APEGA's Science Olympics Teaches Students How the Professions Change the World

Students participate in APEGA's 2021 Science Olympics

Grade 3 students at Elmer Gish School pose for photos beside plastic tubs holding the ingenious floating birds’ nests they’ve created as part of APEGA’s 2021 Science Olympics. With thumbs raised high, they beam, having collected outdoor debris and recycled materials to solve a real-word problem: providing a safe wetland home for birds with habitats threatened by rising sea levels, development, armored shorelines, and human activity.

The nests needed to be capable of floating away from shore but remain anchored and camouflaged, to accommodate a coastal environment, and to be 30 centimeters in diameter or less. The students proudly filled their nests with feather-adorned and googly-eyed plasticine birds and crafted eggs and set them afloat for testing.

A student poses with two thumbs up as he tests his APEGA Science Olympics project

Creative Solutions for Real-Word Problems

Keely McPhee, APEGA outreach coordinator, explains each year for the Science Olympics, APEGA members and teachers take inspiration from problems they’ve encountered in their careers to create division challenges that speak to real-world issues. The teachers ensure the challenges align with each age group’s curriculum. “A big focus of the event is showing students how exciting the professions are and highlighting ways you can have a positive impact on your community and change the world,” explains McPhee.
 
This is teacher Melissa Zawaduk’s 14th year leading the APEGA Science Olympics at Elmer Gish school in St. Albert, and her first experience with the event virtually. Introduced to the Science Olympics by a parent and former APEGA member, she has not missed a year since, often drawing names to pare 100 eager students down to 15 participants. This year, due to cohort restrictions, she decided to put the option of participation to a vote within her class, and the results tallied to an overwhelming yes.
 

She considers the event a highlight for students during an otherwise challenging school year that included alternating between in-person and at-home learning and accommodating cohort and building limitations. “The only time we leave the classroom is to go outside or to the gym. Students don’t go to the music room, art room, or even the library,” says Zawaduk. 

Students test out their APEGA Science Olympics projects

Finding Sustainable Solutions

She used the Science Olympics challenge as a catalyst to go outside and explore. Students collected bits of nature to build their nests in a little forest near the school, and they created and tested their projects in the school’s outdoor classroom. “I think students have really gained an understanding of the impact humans are having on the environment and things we could consider doing to solve the problems we’ve created,” Zawaduk notes.

 
McPhee explains the Science Olympics judges focus on the skills students adopt through working on the challenge in addition to quantitative measurements, like whether the nests float or meet the specified diameter. The judging rubric objectively scores teamwork, communication, problem solving, and creativity, adding up to half of the overall score. McPhee explains this encourages teams to work effectively and come up with creative solutions using the engineering design process. “It fosters students’ intrinsic motivation and curiosity instead of focusing solely on external motivators, like getting the most points.” She furthers that by seeing each other’s projects, students learn there is often more than one viable and effective solution to solve a problem. The success of the project accounts for the other half of the overall score.
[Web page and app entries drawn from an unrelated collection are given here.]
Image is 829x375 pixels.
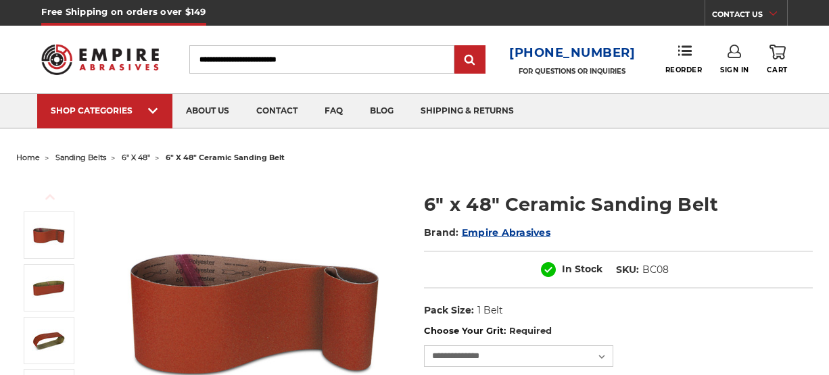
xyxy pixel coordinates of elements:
a: shipping & returns [407,94,527,128]
img: 6" x 48" Cer Sanding Belt [32,271,66,305]
button: Previous [34,183,66,212]
a: Empire Abrasives [462,226,550,239]
a: Cart [767,45,787,74]
dt: Pack Size: [424,304,474,318]
p: FOR QUESTIONS OR INQUIRIES [509,67,635,76]
span: Reorder [665,66,702,74]
div: SHOP CATEGORIES [51,105,159,116]
input: Submit [456,47,483,74]
a: CONTACT US [712,7,787,26]
a: Reorder [665,45,702,74]
a: home [16,153,40,162]
a: sanding belts [55,153,106,162]
img: 6" x 48" Sanding Belt - Ceramic [32,324,66,358]
img: Empire Abrasives [41,37,158,82]
a: contact [243,94,311,128]
h1: 6" x 48" Ceramic Sanding Belt [424,191,812,218]
a: 6" x 48" [122,153,150,162]
a: about us [172,94,243,128]
a: blog [356,94,407,128]
dd: 1 Belt [477,304,503,318]
small: Required [509,325,552,336]
span: Brand: [424,226,459,239]
a: faq [311,94,356,128]
dd: BC08 [642,263,669,277]
span: Sign In [720,66,749,74]
label: Choose Your Grit: [424,324,812,338]
span: In Stock [562,263,602,275]
a: [PHONE_NUMBER] [509,43,635,63]
span: Cart [767,66,787,74]
img: 6" x 48" Ceramic Sanding Belt [32,218,66,252]
span: 6" x 48" ceramic sanding belt [166,153,285,162]
dt: SKU: [616,263,639,277]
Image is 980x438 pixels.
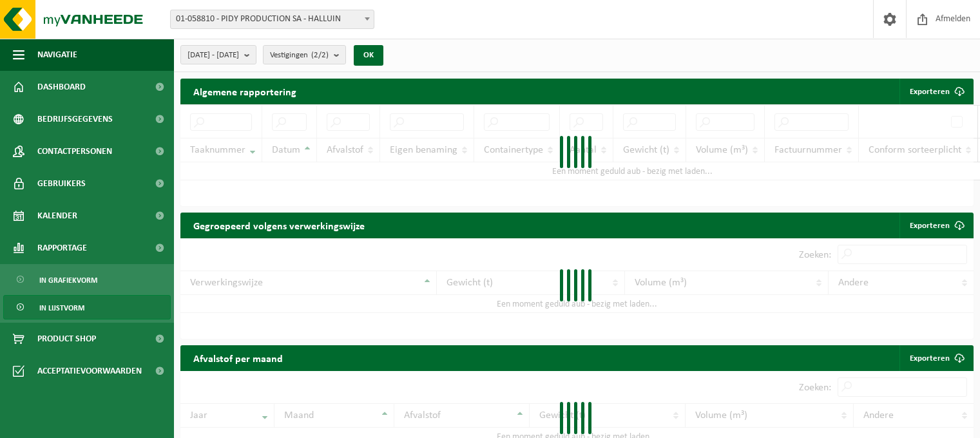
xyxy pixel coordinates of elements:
[170,10,374,28] span: 01-058810 - PIDY PRODUCTION SA - HALLUIN
[37,168,86,200] span: Gebruikers
[899,346,972,371] a: Exporteren
[37,136,112,168] span: Contactpersonen
[181,213,378,238] h2: Gegroepeerd volgens verwerkingswijze
[37,39,77,71] span: Navigatie
[3,268,170,291] a: In grafiekvorm
[170,9,375,29] span: 01-058810 - PIDY PRODUCTION SA - HALLUIN
[37,200,77,232] span: Kalender
[37,232,87,264] span: Rapportage
[3,295,170,319] a: In lijstvorm
[181,79,309,104] h2: Algemene rapportering
[39,296,85,320] span: In lijstvorm
[181,45,257,64] button: [DATE] - [DATE]
[263,45,346,64] button: Vestigingen(2/2)
[37,71,86,103] span: Dashboard
[181,346,296,370] h2: Afvalstof per maand
[187,46,239,65] span: [DATE] - [DATE]
[39,268,97,292] span: In grafiekvorm
[899,79,972,104] button: Exporteren
[311,51,329,59] count: (2/2)
[354,45,383,66] button: OK
[37,355,142,387] span: Acceptatievoorwaarden
[270,46,329,65] span: Vestigingen
[37,103,113,136] span: Bedrijfsgegevens
[37,323,96,355] span: Product Shop
[899,213,972,238] a: Exporteren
Building Confidence and Resilience

Zawaduk echoes the importance of soft skills, explaining the Science Olympics builds confidence in the children while teaching the process of scientific inquiry. “They try something, and it might not work. Then they have to persevere and use critical thinking and creative planning.”
 
She enjoys witnessing the breakthrough when students complete the project and realize they have accomplished something they thought they couldn’t. She explains many students want to go with their first idea, and when it doesn’t work, they may feel like giving up. “I ask, do you think that scientists in the world invented something the very first time? Or do you think it took a lot of trial and error and collaboration?
 
 If something doesn’t work, she encourages students to observe other projects in the class, teaching that in science, everyone works together to find answers.

Teaching Our Future Engineers and Geoscientists

This year’s virtual event enabled students to participate who wouldn’t otherwise get the opportunity, like those learning from home this year, and those from the far reaches of Alberta. While usually held in person at multiple locations across the province, this year’s single event spanned three months and garnered 248 classroom and 210 individual registrations.
 
APEGA members and university students in engineering and geoscience volunteer to judge the projects—this year, 128 judges evaluated projects virtually through submitted videos and written packages. The interaction with these professionals encourages students and increases awareness of the diverse careers available in the professions.
 
Zawaduk is looking forward to registering next year for the in-person Science Olympics. The importance of the event is too great to discount: when she asks students what they want to be when they grow up, she often hears a dentist, a doctor, a soccer player, a teacher, or a musician. She rarely hears a scientist.
 

“I really want them to see science not as a school subject, but as a career, and make the connection that there are a lot of science-related jobs.”